Some Terms That Have Outlived Their Roots but Not Their Usefulness

AA: I'm Avi Arditti with Rosanne Skirble, and this week on WORDMASTER: our guest is author Ralph Keyes (kize). His newest book about language has a mouthful of a title.

RS: It's called "I Love It When You Talk Retro: Hoochie Coochie, Double Whammy, Drop a Dime, and the Forgotten Origins of American Speech."

AA: "'Double whammy' and 'drop a dime.' Let's start with double whammy. What does that mean exactly?"

RALPH KEYES: "Well, this goes back to the old comic strip 'Li'l Abner' which put an amazing number of retro terms into our conversation. And Evil Eye Fleegle was a notorious hoodlum from Brooklyn in 'Li'l Abner,' and Evil Eye Fleegle would point one finger at someone that he wanted to demolish and cast his evil eye on that person and lay them low.

"Now, when Evil Eye Fleegle decided to put both of his eyes on a person or object and point two fingers, this could stop a rushing locomotive or topple a skyscraper. And this was a double whammy. And the only person who could withstand not just a single whammy but a double whammy was Mammy Yokum, Li'l Abner Yokum's wizened old mother who smoked a corncob pipe. And she would whirl and spin and totter around, but she was still standing when Evil Eye Fleegle tried to lay her low with a double whammy."

RS: "So a double whammy today would mean?"

RALPH KEYES: "Anything where two things lay you low. Let's say somebody decides to run for office and it turns out they have a residency problem and they're not old enough. That's a double whammy.

RS: "Or you could have the flu and other medical complications -- "

RALPH KEYES: "Sure."

RS: "at the same time. So you would be hit by a double whammy. What was the second ... "

AA: "It was drop a dime."

RS: "Uh-huh."

RALPH KEYES: "Drop a dime. Now this one is really problematic for kids who have grown up with cell phones because they don't recall, as you and I may, the glorious golden era of telephone booths. Making a call from a public telephone in a phone booth usually cost a dime. And so when we wanted to squeal on someone, to be a whistleblower and call the cops from a phone that couldn't be traced or where people couldn't see us, we would go into a phone booth, put a dime in and call the police. This is called dropping a dime."

RS: "Is it something that is still in use today?"

RALPH KEYES: "Well, the phrase is. We still talk about dropping a dime, to say that we're reporting someone, and then we become a dime dropper. But gosh, how many public phones are there out there anymore?"

RS: "Not many."

AA: "And they certainly cost more than a dime now. I think they're like fifty cents."
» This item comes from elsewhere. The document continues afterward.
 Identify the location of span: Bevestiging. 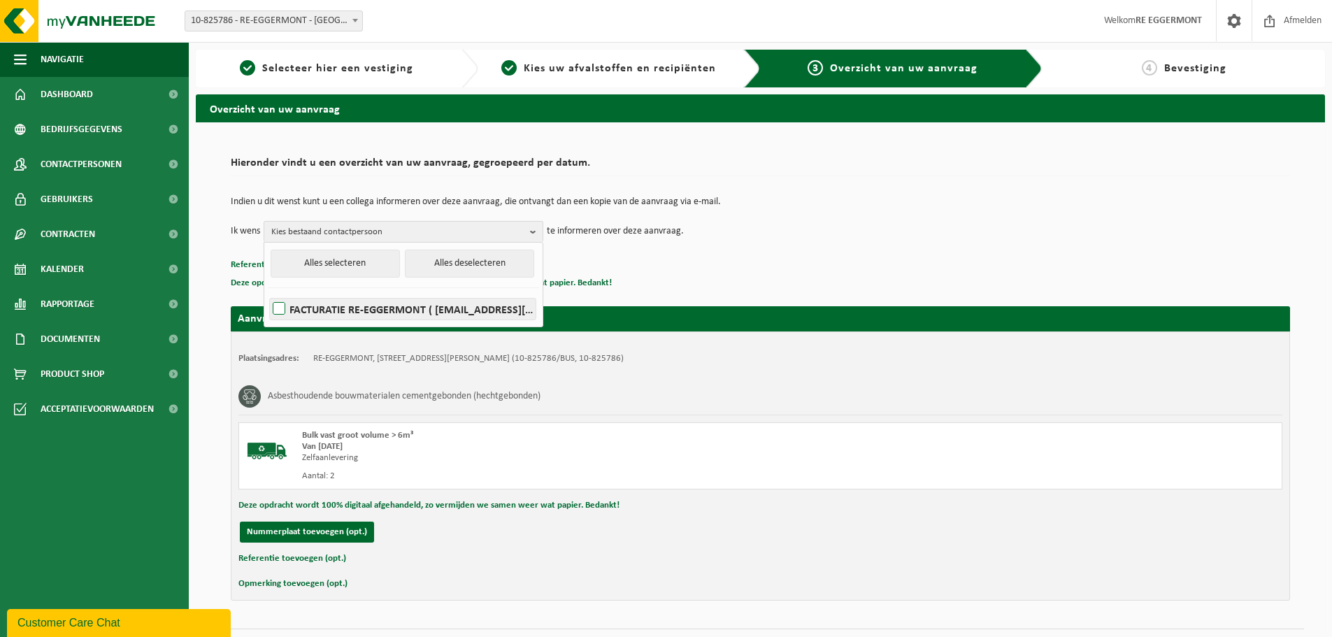
(1195, 69).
RALPH KEYES: "That's for sure."

AA: "You use the term in here, you talk about some all-American terms and one of them is 'Ozzie and Harriet.'"

RALPH KEYES: "Yeah."

AA: "Why don't you explain to people who maybe aren't familiar with old American television."

RALPH KEYES: "Well, this is a show from the fifties where Ozzie Nelson and Harriet Nelson ran what was considered to be the ideal American family in 'The Adventures of Ozzie and Harriet.'"

AA: "And they were real people, weren't they?"

RALPH KEYES: "Yeah, they were actually married to each other."

AA: "Right. And then they were also actors. But it wasn't like what we would today call -- "

RS: "And their kids were part of the ... they were a real American family."

(MUSIC)

TV ANNOUNCER: "And now, Hotpoint presents America's favorite family comedy, 'The Adventures of Ozzie and Harriet' starring the entire Nelson family."

OZZIE: "Where's Rick?"

DAVID: "Well, he was with me a minute ago."

OZZIE: "Ricky?

RICKY NELSON: "I'm coming."

OZZIE: "Come on, breakfast is just about ready."

AA: "Today we'd say it would be like a reality show, but it wasn't a reality show."

RS: "No, it was all scripted."

AA: "It was scripted."

RALPH KEYES: "And in fact it was a fantasy show because people thought 'Oh, Ozzie and Harriet, that's the way a family ought to be.' And they still talk about that. You know, an 'Ozzie and Harriet' type of family where everything goes smoothly and the dad wears a cardigan sweater and the mom has an apron on and she's always bustling through the kitchen door with a nice plate of warm brownies."